Sunday, January 25, 2009

The wrath of God continued...

What kind of wrath is it? Well, it is the wrath of God, it is divine wrath and that is a very important beginning. It is divine wrath. It isn’t like anything else that we know in this world. It isn’t like your wrath or my wrath; it isn’t like when we get angry. It isn’t like when we get mad. We get angry and we get mad when we are offended. And, frankly, we have pride in the way. Our passion, our anger and our wrath is not like this, this is the wrath of God. And like every other attribute of God it is as perfect as His holy person. His wrath is righteous wrath. It is the right kind of wrath, it is holy wrath. The passion that we call anger in this world, the thing that we call wrath in this human world is always reflective of the evil heart of man. But we must not impose that on God.

One writer said, “We cannot think with full consistency of God in terms of the highest human ideals of personality and yet attribute to Him the rational passion of anger.” In other words, this writer was saying ‑ God could never be angry because we know anger is a bad thing. But he is simply trying to say that God’s like us, and He’s not. Don’t push our concept of anger on God. God is angry in a holy way, ‘in a perfect way. God’s anger is not some capricious, irrational rage.

In fact, let me go a step further. And you’re getting a lesson in theology proper here about the nature of God. God could not be God and be holy and be holy good if He didn’t react to evil. Do you understand that? He has to. He can’t be God. You cannot be holy and tolerate unholiness. It can’t be done. That’s why Habakkuk the prophet said: “Thou art of purer eyes than to behold evil and cannot look upon iniquity.” God can’t tolerate it. And I’ll tell you something, the more Godlike you become; the more angry you will get at certain things.

Even in this warped world of men, indignation against wickedness is essential of human goodness. We expect people to get mad about certain injustice. For God is infinitely beyond that because even when we get mad about the right things it’s usually polluted by our sinfulness.

A classic illustration was Jesus in John 2 cleansing the temple, made a whip and just started whipping people all out of the temple. I mean, that’s a very dramatic scene. Do you want to know something? That was His first public act in Jerusalem. That is not the way you start a crusade. You don’t go into the religious places, take a whip and start flagellating everybody and overturning tables and crying about their sin, you’ll never get a crowd that way. You’ve got to send the advance committee, make it sound like harps and flowers. Jesus was furious because God was being dishonored. There was dishonesty there, there was cheating and lying and extortion and desecration.

So, don’t look at the low, irrational, selfish anger of men and then push that off on God. The wrath of God is always perfect, always. The wrath of men is always somehow compromised by the presence of sin.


* **Work item**: Every line holding the string "sentences" is to be copied from the entries below.

#### Dataset content

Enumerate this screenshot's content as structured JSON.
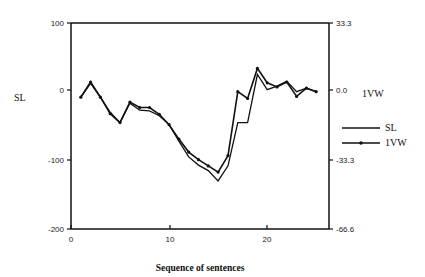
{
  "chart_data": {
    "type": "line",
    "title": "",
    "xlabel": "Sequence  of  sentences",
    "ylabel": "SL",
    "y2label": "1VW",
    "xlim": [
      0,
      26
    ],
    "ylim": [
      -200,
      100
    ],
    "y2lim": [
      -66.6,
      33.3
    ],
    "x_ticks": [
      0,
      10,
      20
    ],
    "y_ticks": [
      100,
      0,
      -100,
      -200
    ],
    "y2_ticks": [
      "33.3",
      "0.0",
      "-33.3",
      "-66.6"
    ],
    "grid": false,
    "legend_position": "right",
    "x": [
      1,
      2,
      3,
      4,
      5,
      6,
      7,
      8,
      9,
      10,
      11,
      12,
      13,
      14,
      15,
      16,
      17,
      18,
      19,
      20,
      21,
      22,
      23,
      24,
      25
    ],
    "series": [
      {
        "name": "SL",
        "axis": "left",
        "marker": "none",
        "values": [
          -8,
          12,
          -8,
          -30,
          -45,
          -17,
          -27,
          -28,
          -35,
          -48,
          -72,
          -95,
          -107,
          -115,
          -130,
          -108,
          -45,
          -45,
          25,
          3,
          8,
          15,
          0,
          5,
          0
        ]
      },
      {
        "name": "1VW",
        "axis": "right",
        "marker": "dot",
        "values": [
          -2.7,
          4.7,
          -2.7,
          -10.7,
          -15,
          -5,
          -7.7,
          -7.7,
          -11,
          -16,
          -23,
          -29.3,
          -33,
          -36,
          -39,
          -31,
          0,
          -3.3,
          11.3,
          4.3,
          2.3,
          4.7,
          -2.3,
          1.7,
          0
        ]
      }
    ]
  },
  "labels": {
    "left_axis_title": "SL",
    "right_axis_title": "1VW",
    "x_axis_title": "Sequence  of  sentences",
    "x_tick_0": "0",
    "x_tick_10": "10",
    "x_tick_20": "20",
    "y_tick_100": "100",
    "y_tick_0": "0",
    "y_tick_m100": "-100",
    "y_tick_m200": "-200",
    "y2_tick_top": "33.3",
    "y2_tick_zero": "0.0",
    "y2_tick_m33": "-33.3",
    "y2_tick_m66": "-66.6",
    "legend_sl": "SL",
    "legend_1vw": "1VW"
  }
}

########
#### Dataset content

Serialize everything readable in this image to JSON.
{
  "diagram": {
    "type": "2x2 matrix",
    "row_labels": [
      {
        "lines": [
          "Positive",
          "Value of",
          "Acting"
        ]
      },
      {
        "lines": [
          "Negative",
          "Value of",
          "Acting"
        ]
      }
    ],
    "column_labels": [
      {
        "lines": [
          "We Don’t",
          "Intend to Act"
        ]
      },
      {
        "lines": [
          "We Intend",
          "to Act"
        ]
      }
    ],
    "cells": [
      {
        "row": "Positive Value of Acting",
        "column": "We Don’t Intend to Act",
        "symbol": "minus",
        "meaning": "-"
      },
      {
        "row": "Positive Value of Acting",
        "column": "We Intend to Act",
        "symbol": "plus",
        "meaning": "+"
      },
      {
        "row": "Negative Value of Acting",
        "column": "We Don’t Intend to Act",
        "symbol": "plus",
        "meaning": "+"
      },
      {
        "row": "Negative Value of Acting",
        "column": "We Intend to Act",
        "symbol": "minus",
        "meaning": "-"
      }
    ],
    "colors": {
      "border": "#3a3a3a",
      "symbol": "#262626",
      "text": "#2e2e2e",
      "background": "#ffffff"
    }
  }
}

########

* **Answer for this exercise**:
    "xlabel": "Sequence  of  sentences",
    "x_axis_title": "Sequence  of  sentences",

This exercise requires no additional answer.